Lives in the Yiddish Theatre
SHORT BIOGRAPHIES OF THOSE INVOLVED IN THE Yiddish THEATRE
aS DESCRIBED IN zALMEN zYLBERCWEIG'S "lEKSIKON FUN YIDISHN TEATER"

1931-1969
 

Max Abramovich
(Mendl)


 

A. was born circa 1859 in Odessa, Ukraine. His father was the proprietor of a shoe store, never working by himself because he had a deep desire to wander, and he visited Turkey and other lands.

As a child of five A. sang with a cantor, and when he grew a little older, he traveled around with his father as a choir singer, and he even took him to Turkey.

At the age of ten A. was taken in as a singer into the wine cellars of Odessa together with Morris Finkel, Arie Shrage, Jacob Katzman and Aaron Tager.

When Israel Rosenberg reprimanded Goldfaden and put together a troupe, he took A. out of the wine cellar together with Katzman. Soon thereafter A. came to Goldfaden, with whom he acted in the beginning in women's roles.

As a musical person he helped Goldfaden with the cantorial motif for "Shulamis" and gave him the well-known motif for "Di kohanim (The Priests)."

In 1881 he acted in Naftali Goldfaden's troupe in Morocco, where he directed the amateurs, because he possessed a great voice.

 

Traveling around across Bessarabia, he was introduced to Bina Fuks, with whom he married, but [then] there came the ban on Yiddish theatre, and he went back to being a cellar singer and a choir singer for cantors in Odessa, and he also traveled around with his wife in concerts. Wandering as such, they came to Czernowitz to the director Margules, but due to concession difficulties, A. was forced to act in Seret, Bukovina. Due to a conflict he traveled to Romania, where he acted together with the troupe of Finkel, Feinman, Mogulesko, Kessler and Weinblatt. When Mogulesko came in 1886 from America with a troupe, they took him with them, and here he performed as a comic. In 1888 Thomashefsky brought him to Boston, and in 1895 he acted in the Roumanian Opera House in New York. Here until 1905, A. acted together with the major actors in New York and across the province as a comic and second lover. On 6 April 1905 he passed away in New York and came to his eternal rest in Washington Cemetery (Brooklyn, New York -- ed.)


M. E. from Bina Abramowitz, Jacob Katzman.

  • B. Gorin -- "History of the Yiddish Theatre," Vol. I, p. 205; Vol. II, p. 35.

  • Bessie Thomashefsky -- "Mayn lebens geshikhte," New York, 1916, p. 157.

  • Jacob P. Adler -- Mayn lebensbashreybung,  "Der teater-zhurnal," New York, 3, 1901-2.


 

 

 

 


 

Home       |       Site Map       |      Exhibitions      |      About the Museum       |       Education      |      Contact Us       |       Links


Adapted from the original Yiddish text found within the  "Lexicon of the Yiddish Theatre" by Zalmen Zylbercweig, Volume 1, page 6.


* Aim of the exercise:
What is needed is every line of the material that contains "interactable".

* Data to examine:
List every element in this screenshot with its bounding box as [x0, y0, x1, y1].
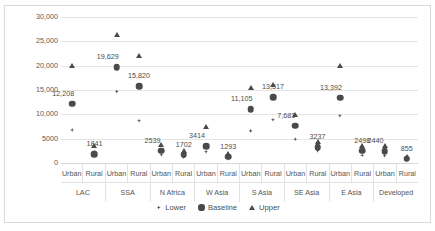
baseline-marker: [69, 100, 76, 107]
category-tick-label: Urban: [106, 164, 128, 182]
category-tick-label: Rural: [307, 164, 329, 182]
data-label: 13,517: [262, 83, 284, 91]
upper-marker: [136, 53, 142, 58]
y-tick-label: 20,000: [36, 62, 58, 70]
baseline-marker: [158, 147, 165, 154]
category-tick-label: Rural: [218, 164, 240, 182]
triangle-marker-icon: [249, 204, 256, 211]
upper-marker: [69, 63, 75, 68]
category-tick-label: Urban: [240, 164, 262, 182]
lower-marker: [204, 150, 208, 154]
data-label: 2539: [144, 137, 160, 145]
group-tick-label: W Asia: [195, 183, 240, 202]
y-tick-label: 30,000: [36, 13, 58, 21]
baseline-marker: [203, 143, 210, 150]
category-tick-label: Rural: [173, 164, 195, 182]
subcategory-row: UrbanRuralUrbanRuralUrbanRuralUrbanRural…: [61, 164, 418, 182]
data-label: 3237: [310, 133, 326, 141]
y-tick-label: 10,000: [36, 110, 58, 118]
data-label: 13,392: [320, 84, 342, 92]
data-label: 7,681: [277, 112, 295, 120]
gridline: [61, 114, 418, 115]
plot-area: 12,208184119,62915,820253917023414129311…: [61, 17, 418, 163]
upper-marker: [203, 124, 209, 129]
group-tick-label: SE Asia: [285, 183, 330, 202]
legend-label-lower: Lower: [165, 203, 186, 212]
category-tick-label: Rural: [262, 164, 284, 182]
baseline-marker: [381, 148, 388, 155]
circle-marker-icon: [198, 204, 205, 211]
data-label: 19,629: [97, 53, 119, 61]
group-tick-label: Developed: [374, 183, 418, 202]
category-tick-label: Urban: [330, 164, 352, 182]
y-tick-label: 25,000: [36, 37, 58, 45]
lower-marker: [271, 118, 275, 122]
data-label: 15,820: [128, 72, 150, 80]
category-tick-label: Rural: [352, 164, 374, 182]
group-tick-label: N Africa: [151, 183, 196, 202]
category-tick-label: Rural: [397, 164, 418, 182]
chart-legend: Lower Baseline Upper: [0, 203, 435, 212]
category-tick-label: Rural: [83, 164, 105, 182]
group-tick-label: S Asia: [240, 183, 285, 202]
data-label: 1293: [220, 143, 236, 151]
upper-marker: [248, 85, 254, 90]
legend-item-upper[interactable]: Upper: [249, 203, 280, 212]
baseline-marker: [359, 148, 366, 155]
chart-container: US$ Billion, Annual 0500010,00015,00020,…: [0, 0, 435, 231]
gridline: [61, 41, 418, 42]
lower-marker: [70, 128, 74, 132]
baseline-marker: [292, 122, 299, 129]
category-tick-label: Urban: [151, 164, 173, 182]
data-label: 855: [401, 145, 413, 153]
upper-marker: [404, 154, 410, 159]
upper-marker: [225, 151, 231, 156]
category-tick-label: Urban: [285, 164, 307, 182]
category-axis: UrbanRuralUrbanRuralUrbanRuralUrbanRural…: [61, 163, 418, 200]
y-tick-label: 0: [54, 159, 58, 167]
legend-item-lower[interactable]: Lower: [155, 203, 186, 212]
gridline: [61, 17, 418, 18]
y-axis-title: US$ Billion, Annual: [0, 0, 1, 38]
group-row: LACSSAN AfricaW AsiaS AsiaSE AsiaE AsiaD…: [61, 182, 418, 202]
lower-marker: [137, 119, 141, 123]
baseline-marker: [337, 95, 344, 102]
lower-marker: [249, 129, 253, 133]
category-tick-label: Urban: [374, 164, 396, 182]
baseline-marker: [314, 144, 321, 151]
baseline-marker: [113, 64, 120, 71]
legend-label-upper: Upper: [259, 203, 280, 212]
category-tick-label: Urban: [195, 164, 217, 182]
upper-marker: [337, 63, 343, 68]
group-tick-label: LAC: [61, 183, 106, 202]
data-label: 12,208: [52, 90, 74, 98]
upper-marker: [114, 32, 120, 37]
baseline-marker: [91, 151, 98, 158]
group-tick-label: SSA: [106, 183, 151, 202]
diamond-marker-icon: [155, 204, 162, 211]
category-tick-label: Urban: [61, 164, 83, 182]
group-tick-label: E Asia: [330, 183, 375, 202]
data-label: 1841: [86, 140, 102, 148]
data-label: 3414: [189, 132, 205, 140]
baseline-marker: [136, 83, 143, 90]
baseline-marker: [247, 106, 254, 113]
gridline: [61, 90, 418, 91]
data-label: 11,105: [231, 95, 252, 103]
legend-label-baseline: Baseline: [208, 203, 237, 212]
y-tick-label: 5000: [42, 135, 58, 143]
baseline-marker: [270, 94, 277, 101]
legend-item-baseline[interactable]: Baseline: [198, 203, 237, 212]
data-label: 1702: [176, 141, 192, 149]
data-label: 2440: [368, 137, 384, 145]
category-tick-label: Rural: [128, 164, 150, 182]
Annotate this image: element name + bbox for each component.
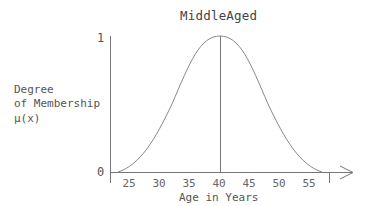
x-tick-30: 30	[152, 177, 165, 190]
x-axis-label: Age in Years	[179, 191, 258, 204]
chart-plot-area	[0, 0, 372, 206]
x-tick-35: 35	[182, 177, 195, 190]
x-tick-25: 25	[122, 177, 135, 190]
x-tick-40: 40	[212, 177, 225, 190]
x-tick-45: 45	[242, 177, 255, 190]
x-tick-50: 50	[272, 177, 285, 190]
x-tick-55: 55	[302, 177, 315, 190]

* Written response:
legend-item-upper[interactable]: Upper: [249, 203, 280, 212]
legend-item-lower[interactable]: Lower: [155, 203, 186, 212]
legend-item-baseline[interactable]: Baseline: [198, 203, 237, 212]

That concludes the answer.